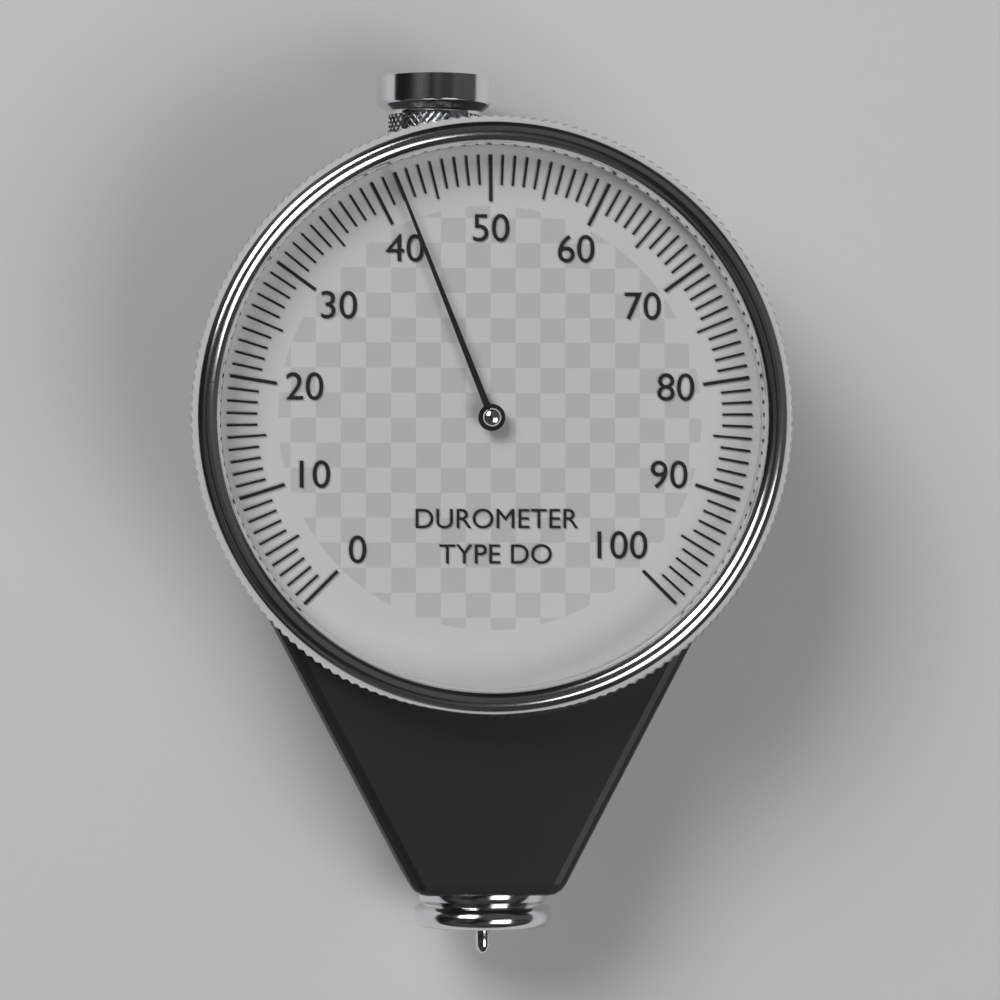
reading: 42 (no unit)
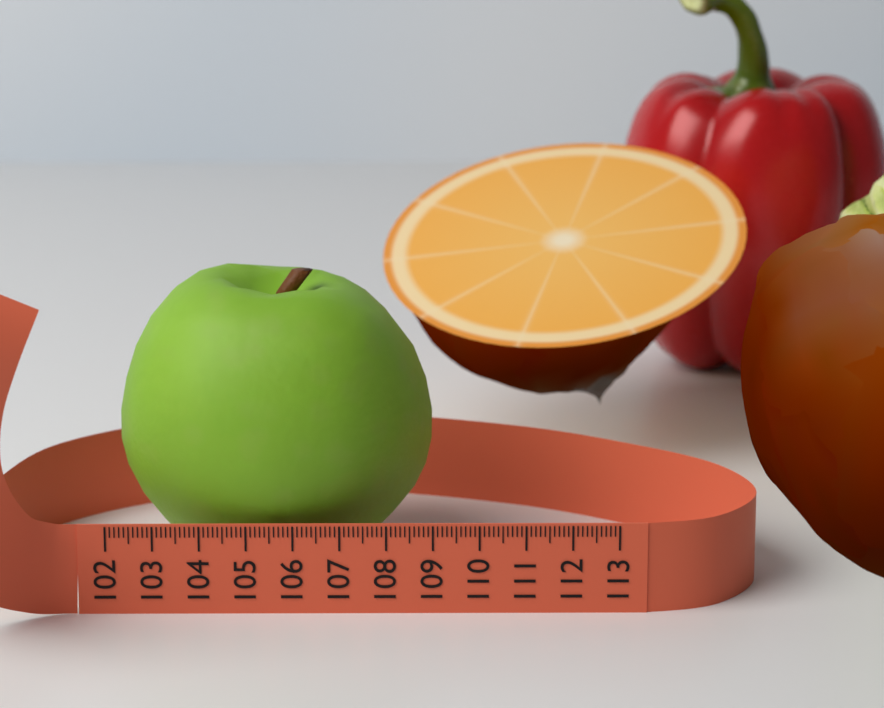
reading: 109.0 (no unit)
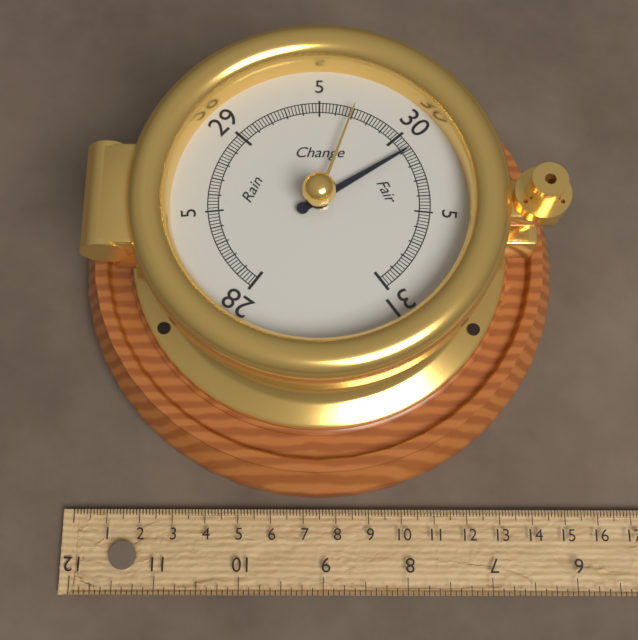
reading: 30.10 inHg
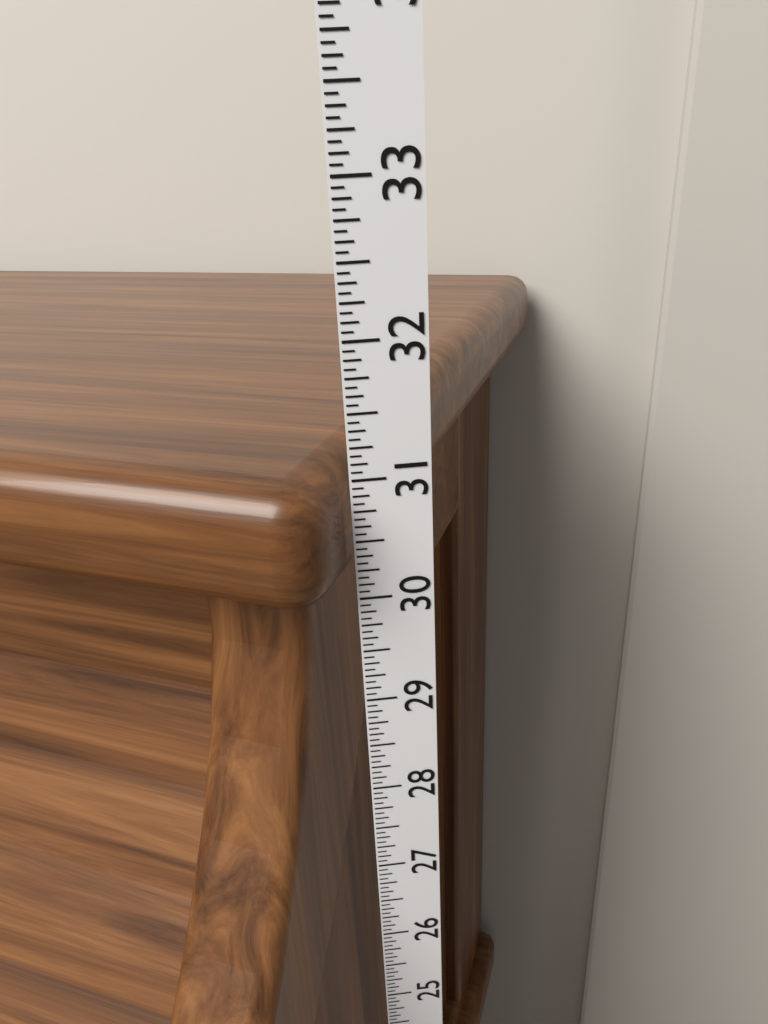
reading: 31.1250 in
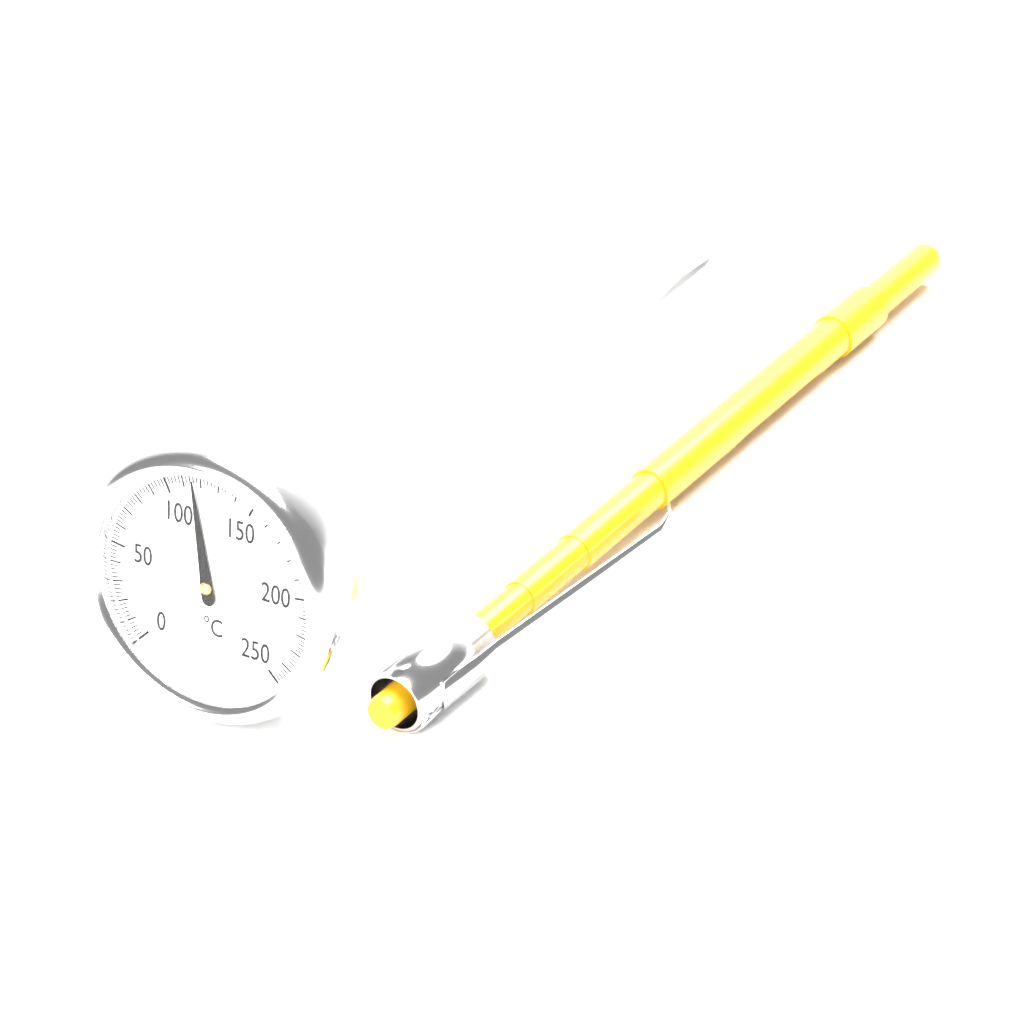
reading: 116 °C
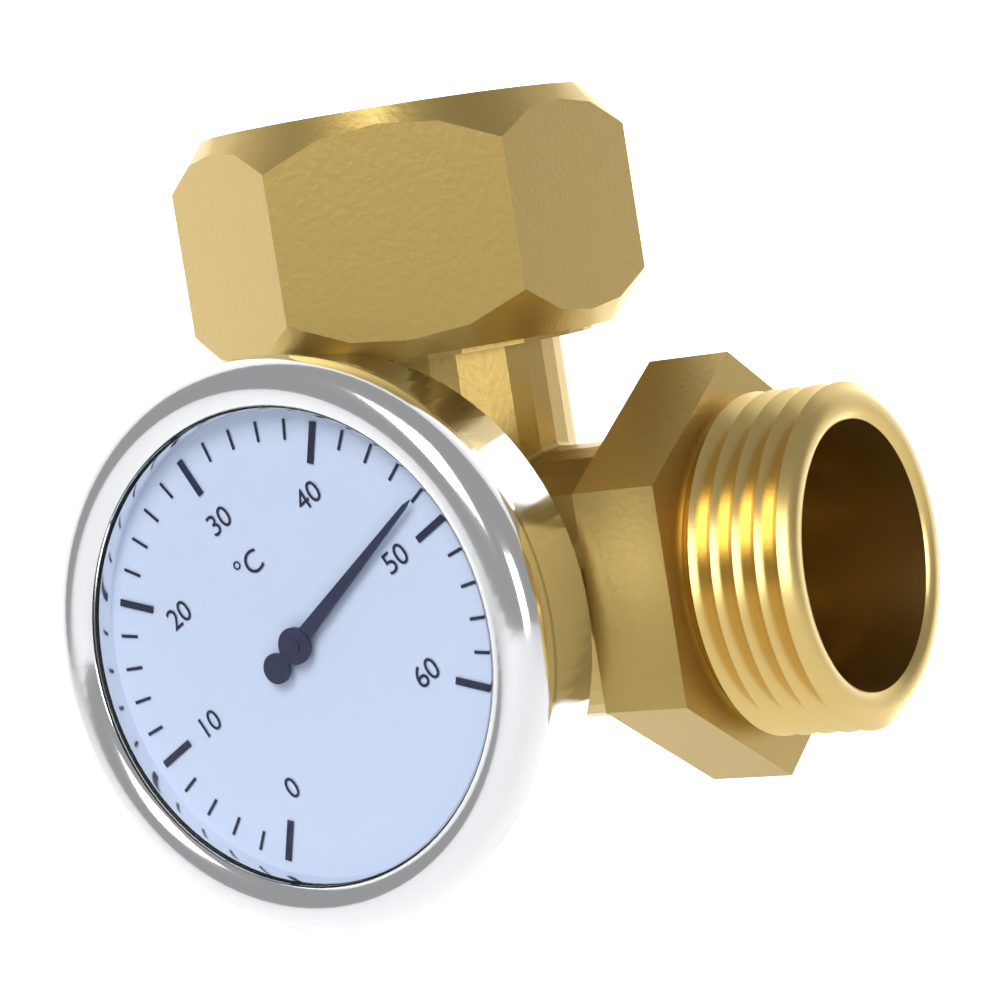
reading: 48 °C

* Task statement *
Repeat the material exactly as it reads, without any of its pictures.

* Task response *
reading: 42 (no unit)
reading: 109.0 (no unit)
reading: 30.10 inHg
reading: 31.1250 in
reading: 116 °C
reading: 48 °C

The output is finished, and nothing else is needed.